To the sponsors of the resolution to censure Sen. Mitt Romney:

You’re asking the Utah Republican Party to insist that Mitt Romney (a) pledge his allegiance to Donald Trump or (b) resign his Senate seat. I’ve read your pitch and I have some questions.

In your resolution, you wrote:

Whereas, as a candidate, Mitt Romney accepted President Trump’s endorsement and expressed his support for President Trump, which helped him win the U.S. Senate election

Your premise implies that having (a) accepted Trump’s endorsement and (b) expressed support for Trump should have influenced whether Romney voted to acquit or convict Trump on the basis of one or both articles of impeachment.

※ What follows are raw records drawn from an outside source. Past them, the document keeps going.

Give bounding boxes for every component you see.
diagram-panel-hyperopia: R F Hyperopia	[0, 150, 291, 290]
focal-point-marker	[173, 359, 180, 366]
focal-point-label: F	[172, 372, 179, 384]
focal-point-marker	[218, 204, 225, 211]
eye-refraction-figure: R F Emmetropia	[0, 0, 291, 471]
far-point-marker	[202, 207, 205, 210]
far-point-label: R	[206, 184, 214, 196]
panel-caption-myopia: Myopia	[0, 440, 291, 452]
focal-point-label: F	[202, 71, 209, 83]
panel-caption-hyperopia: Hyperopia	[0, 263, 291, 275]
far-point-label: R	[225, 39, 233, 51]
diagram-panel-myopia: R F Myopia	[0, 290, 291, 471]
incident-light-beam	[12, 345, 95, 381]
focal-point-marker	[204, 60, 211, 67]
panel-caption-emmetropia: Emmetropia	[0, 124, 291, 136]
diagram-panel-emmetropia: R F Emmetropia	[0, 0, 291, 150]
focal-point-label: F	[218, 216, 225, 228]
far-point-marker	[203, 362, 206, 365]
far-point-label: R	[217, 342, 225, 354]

Is that a fair analysis of your position? If so, are you expressing that Romney’s vote that Trump is guilty of a high crime should be interpreted as the failure to return one political favor with another? If not, why are these facts material to your resolution?

You also wrote:

Whereas, on December 7, 2019, the Utah GOP State Central Committee unanimously passed a resolution of support for President Trump that called on all elected Republican officials to do the same.

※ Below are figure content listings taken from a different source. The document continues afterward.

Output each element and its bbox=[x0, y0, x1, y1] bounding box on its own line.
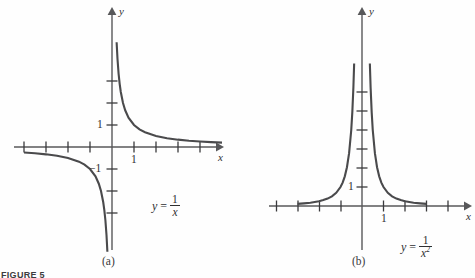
figure-container: y x 1 −1 1 y = 1 x (a) bbox=[0, 0, 475, 278]
y-axis-b bbox=[357, 7, 368, 250]
y-axis-arrow-b bbox=[358, 7, 367, 15]
equation-b-denominator: x2 bbox=[419, 247, 432, 259]
equation-b: y = 1 x2 bbox=[401, 234, 432, 259]
equation-b-fraction: 1 x2 bbox=[419, 234, 432, 259]
x-axis-b bbox=[269, 201, 472, 212]
equation-b-lhs: y bbox=[401, 241, 406, 253]
figure-caption: FIGURE 5 bbox=[1, 271, 45, 278]
y-tick-label-b-one: 1 bbox=[348, 181, 354, 193]
x-axis-label-b: x bbox=[466, 211, 471, 222]
equation-b-equals: = bbox=[408, 241, 417, 253]
y-axis-label-b: y bbox=[369, 6, 374, 17]
x-tick-label-b-one: 1 bbox=[381, 213, 387, 225]
equation-b-exponent: 2 bbox=[426, 245, 430, 254]
curve-b-right-branch bbox=[370, 64, 427, 204]
panel-label-b: (b) bbox=[352, 256, 365, 268]
curve-b-left-branch bbox=[298, 64, 355, 204]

Your premise implies that the Utah GOP State Central Committee’s unanimously passed resolution of support for Trump that called on all elected Republican officials to do the same should have influenced whether Romney voted to acquit or convict Trump on the basis of one or both articles of impeachment.

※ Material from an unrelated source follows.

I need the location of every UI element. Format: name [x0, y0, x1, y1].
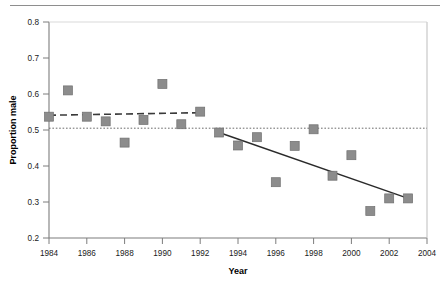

Is that a fair analysis of your position? If so, are you expressing that, rather than form his own impartial conclusions through his independent review of the evidence over the course of the trial, for voting guidance Romney needed to look no further than what the Utah GOP State Central Committee had called on him (as an elected Republican official) to do? If not, why is this fact material to your resolution?

You also wrote:

Whereas, on February 5, 2020, despite zero evidence of a federal crime committed or any wrongdoing that rises to the level of removal of office, Senator Romney voted to convict and remove President Trump from office, becoming the only Republican to vote with the Democrats

The issue was a U.S. president (Trump) leveraging taxpayer funds appropriated by Congress to provide military aid to an ally (Ukraine) at war with Russia in order to obtain a political favor.

Your premise implies that the act at issue (leveraging those funds to that end), if established beyond a reasonable doubt, doesn’t represent wrongdoing rising to the level of removal from office.

Is that a fair analysis of your position? If so, why do you believe that leveraging military aid (that Ukraine needed in order to resist our common geopolitical adversary) in order to obtain an announced investigation (that Trump wanted in order to damage his personal political adversary) doesn’t represent wrongdoing rising to the level of removal from office?

Your premise also implies that there is zero evidence supporting the conclusion that Trump leveraged those funds to that end.

Is that a fair analysis of your position? If so, what is your rebuttal to the argument Romney presented in support of his conclusion? Specifically, in light of the evidence presented in the impeachment trial, how do you defend a reasonable degree of doubt that Trump leveraged those funds to that end? What alternative hypothesis, based on its consistency with the evidence, justifies transferring more than a few points of probability from the hypothesis supporting Romney’s conclusion?

I look forward to your answers to these questions.


Brad C. Barth, Salt Lake City, is a native Utahn who values independence and pragmatism in our local leaders.